Bunty encourages a modular monolith architecture:

src/
β”œβ”€β”€ modules/
β”‚   β”œβ”€β”€ auth/
β”‚   β”‚   β”œβ”€β”€ routes.ts      # HTTP layer
β”‚   β”‚   β”œβ”€β”€ services.ts    # Service layer
β”‚   β”‚   └── schema.ts      # Database layer
β”‚   β”œβ”€β”€ users/
β”‚   β”‚   β”œβ”€β”€ routes.ts
β”‚   β”‚   β”œβ”€β”€ services.ts
β”‚   β”‚   └── schema.ts
β”‚   └── posts/
β”‚       β”œβ”€β”€ routes.ts
β”‚       β”œβ”€β”€ services.ts
β”‚       └── schema.ts
└── shared/
    β”œβ”€β”€ middleware/
    β”œβ”€β”€ utils/
    └── types/

Each module:

  • βœ… Has clear boundaries
  • βœ… Can be tested independently
  • βœ… Can be extracted to a microservice later
  • βœ… Owns its data, routes, and logic

Composition Over Inheritance

Bunty favors composition for code reuse:

@Injectable()
class UserService {
    constructor(
        private db: Database,
        private validator: ValidationService,  // Compose
        private notifier: NotificationService, // Compose
        private logger: LoggerService          // Compose
    ) {}

    async createUser(data: CreateUserDto) {
        // Use composed services
        await this.validator.validate(data, userSchema);
        const user = await this.db.insert(usersTable, data);
        await this.notifier.sendWelcome(user);
        this.logger.info('User created', { userId: user.id });
        return user;
    }
}

No complex inheritance hierarchies.
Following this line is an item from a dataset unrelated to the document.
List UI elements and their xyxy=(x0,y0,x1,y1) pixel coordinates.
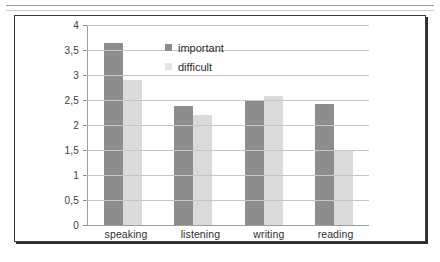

Just small, focused services composed together.

Type Safety Throughout

Types flow through all layers automatically:

// Define schema
const usersTable = db.mysqlTable("users", {
    id: bigint("id").primaryKey(),
    email: varchar("email").notNullable(),
    username: varchar("username").notNullable(),
});

// Type is inferred automatically!
type User = typeof usersTable.$inferSelect;
// { id: bigint, email: string, username: string }

type NewUser = typeof usersTable.$inferInsert;
// { email: string, username: string } (id is auto-generated)

// Use in services
class UserService {
    async findById(id: User['id']): Promise<User | null> {
        // Fully typed!
    }
    
    async create(data: NewUser): Promise<User> {
        // Fully typed!
    }
}

Best Practices

βœ… Do

  • Keep HTTP layer declarative - just routes and validation
  • Put business logic in services - keep it testable
  • Define schemas once - let types flow through
  • Use dependency injection - make dependencies explicit
  • Write tests for services - they contain critical logic
  • Keep modules focused - one responsibility each

❌ Don’t

  • Put business logic in route handlers
  • Bypass the service layer to query directly
  • Duplicate validation logic across layers
  • Use singletons for stateful services
  • Mix data access with business logic
  • Create circular dependencies between modules

Goal: Decades of Maintainability

Bunty is designed for long-term maintenance:

  • Clear patterns reduce cognitive load for new developers
  • Type safety prevents entire classes of bugs
  • Testability enables confident refactoring
  • Modularity allows gradual evolution
  • Composition keeps code flexible

Build software that lasts, with a framework that gets out of your way.

🎯 The Bunty Way

Declarative edges define contracts. Imperative services implement behavior. Mix patterns intentionally. Stay composable, testable, and maintainable for the long haul.